How does this ‘diminish the beauty of an actual Picasso?’ That is one of the single most insane things I have ever heard in my life. More people making art means more art. That’s a good thing. It doesn’t change the aesthetic value of existing art. That makes no sense. Elitism gets us nowhere as artists and I wish more of us could accept that.
If there are more beautiful images coming into the world, how exactly will that make anything worse? It’s like a good driver getting upset over the existence of power steering.
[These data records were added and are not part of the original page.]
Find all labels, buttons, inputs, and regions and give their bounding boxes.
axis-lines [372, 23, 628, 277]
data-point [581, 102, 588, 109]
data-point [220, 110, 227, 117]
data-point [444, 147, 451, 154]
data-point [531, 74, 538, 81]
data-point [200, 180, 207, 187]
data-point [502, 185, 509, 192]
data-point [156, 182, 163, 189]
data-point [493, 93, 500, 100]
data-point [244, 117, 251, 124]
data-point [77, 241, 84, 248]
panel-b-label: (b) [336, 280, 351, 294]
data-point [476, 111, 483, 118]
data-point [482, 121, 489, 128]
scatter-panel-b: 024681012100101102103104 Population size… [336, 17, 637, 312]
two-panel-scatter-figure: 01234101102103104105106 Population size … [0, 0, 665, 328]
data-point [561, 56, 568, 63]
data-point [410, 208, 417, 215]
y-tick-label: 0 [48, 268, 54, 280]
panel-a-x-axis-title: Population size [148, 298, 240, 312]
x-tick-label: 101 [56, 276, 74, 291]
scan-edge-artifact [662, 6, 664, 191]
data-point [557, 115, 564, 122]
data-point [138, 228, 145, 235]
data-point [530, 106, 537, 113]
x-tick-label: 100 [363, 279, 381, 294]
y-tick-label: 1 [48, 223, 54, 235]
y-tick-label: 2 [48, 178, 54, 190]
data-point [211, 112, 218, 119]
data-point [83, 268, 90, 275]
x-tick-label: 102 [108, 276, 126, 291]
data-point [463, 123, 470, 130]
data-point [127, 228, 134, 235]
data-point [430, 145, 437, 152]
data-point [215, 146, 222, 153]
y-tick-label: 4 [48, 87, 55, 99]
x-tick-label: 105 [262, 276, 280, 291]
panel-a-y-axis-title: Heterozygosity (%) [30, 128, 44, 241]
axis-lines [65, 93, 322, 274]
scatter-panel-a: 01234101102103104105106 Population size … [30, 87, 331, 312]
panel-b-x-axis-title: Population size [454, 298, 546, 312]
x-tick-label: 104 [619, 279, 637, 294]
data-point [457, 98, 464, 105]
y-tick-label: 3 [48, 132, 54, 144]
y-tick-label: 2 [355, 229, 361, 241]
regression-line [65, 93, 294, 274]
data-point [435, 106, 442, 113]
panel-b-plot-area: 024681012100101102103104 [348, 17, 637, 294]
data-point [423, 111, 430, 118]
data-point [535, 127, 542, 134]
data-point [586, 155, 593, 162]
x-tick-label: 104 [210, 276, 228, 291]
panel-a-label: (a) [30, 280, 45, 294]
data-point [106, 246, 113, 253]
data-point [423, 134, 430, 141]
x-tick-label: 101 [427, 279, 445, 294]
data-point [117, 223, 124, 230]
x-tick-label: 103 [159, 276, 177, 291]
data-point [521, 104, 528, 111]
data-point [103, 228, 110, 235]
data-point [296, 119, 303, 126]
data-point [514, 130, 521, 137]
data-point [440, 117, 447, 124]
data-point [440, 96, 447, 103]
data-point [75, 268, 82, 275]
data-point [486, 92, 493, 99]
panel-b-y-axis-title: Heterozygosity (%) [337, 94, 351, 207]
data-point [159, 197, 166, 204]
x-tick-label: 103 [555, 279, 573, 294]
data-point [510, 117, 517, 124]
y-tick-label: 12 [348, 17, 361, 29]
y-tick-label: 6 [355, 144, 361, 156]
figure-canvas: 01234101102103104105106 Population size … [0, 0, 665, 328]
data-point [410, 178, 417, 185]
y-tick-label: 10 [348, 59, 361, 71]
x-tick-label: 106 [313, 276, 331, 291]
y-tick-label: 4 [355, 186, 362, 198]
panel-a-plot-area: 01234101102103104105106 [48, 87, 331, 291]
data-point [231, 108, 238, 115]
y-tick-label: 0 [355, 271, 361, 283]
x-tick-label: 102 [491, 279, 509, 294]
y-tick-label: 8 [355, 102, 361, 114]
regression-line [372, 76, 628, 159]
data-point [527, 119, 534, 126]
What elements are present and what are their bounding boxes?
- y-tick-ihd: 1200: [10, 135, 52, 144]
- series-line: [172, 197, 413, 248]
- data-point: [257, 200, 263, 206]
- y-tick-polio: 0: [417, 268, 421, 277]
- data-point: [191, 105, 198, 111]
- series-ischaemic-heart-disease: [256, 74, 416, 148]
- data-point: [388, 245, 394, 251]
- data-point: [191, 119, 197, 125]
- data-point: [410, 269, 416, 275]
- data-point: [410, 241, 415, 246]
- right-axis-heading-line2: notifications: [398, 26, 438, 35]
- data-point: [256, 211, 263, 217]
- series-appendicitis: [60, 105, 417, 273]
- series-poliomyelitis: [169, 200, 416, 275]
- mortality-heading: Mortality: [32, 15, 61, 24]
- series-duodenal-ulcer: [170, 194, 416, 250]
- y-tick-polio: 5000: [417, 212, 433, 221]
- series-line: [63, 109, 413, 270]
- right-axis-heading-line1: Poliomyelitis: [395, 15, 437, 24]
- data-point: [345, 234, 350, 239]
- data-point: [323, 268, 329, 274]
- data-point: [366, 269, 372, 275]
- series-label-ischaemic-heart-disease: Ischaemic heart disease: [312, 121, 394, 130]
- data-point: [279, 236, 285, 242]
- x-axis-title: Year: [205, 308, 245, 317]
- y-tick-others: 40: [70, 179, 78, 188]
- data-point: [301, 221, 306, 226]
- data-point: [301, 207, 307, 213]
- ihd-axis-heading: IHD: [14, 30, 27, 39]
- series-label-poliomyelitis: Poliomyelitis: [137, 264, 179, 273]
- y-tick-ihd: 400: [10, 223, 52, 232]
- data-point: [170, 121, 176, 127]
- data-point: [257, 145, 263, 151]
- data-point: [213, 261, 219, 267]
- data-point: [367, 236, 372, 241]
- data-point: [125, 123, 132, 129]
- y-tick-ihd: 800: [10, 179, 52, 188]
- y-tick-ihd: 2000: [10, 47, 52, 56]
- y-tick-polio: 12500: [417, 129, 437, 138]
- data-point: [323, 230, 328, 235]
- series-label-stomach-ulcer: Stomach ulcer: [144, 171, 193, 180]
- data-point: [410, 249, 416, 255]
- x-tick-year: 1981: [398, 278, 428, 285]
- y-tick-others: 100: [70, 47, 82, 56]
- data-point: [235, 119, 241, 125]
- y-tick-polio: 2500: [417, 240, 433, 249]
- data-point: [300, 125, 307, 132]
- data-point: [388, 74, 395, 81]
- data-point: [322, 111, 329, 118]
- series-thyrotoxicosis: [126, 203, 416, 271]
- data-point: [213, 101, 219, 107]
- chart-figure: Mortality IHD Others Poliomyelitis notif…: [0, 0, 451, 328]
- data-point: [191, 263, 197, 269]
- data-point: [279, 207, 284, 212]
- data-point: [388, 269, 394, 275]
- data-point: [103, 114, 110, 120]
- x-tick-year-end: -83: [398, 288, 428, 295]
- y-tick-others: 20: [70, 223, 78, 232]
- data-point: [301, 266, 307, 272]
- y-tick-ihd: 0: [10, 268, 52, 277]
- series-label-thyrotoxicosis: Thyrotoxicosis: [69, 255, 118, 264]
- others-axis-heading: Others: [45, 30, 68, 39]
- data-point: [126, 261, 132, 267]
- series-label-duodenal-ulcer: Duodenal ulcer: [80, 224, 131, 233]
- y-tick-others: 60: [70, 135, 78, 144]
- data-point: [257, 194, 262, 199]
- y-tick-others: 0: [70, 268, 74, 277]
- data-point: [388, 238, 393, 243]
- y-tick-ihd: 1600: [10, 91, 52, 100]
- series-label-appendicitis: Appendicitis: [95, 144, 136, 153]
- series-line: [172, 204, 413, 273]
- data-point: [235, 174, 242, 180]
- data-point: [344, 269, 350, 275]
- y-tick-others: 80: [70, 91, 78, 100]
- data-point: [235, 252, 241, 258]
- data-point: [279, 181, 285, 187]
As much as it’s nice to show off all of your skills and prove to the world that you don’t need the electronic assistance, isn’t it good that everyone else can have it so you don’t have to look at a bunch of car wrecks/shitty photographs/whatever the metaphor is?
I’m certainly no expert, but I believe that being a photographer means more than just being able to turn three knobs and press a button. If you’re a photographer and feel more threatened or irritated than excited about this technology, you need to step your game up. Be good enough that even those autofocusing neo-Plebeians who lack your refined aesthetic perception will take notice.
^ That.
A camera is just a tool… no one asked Picasso what kind of brush he used… it’s the artist behind the camera/brush that makes it art.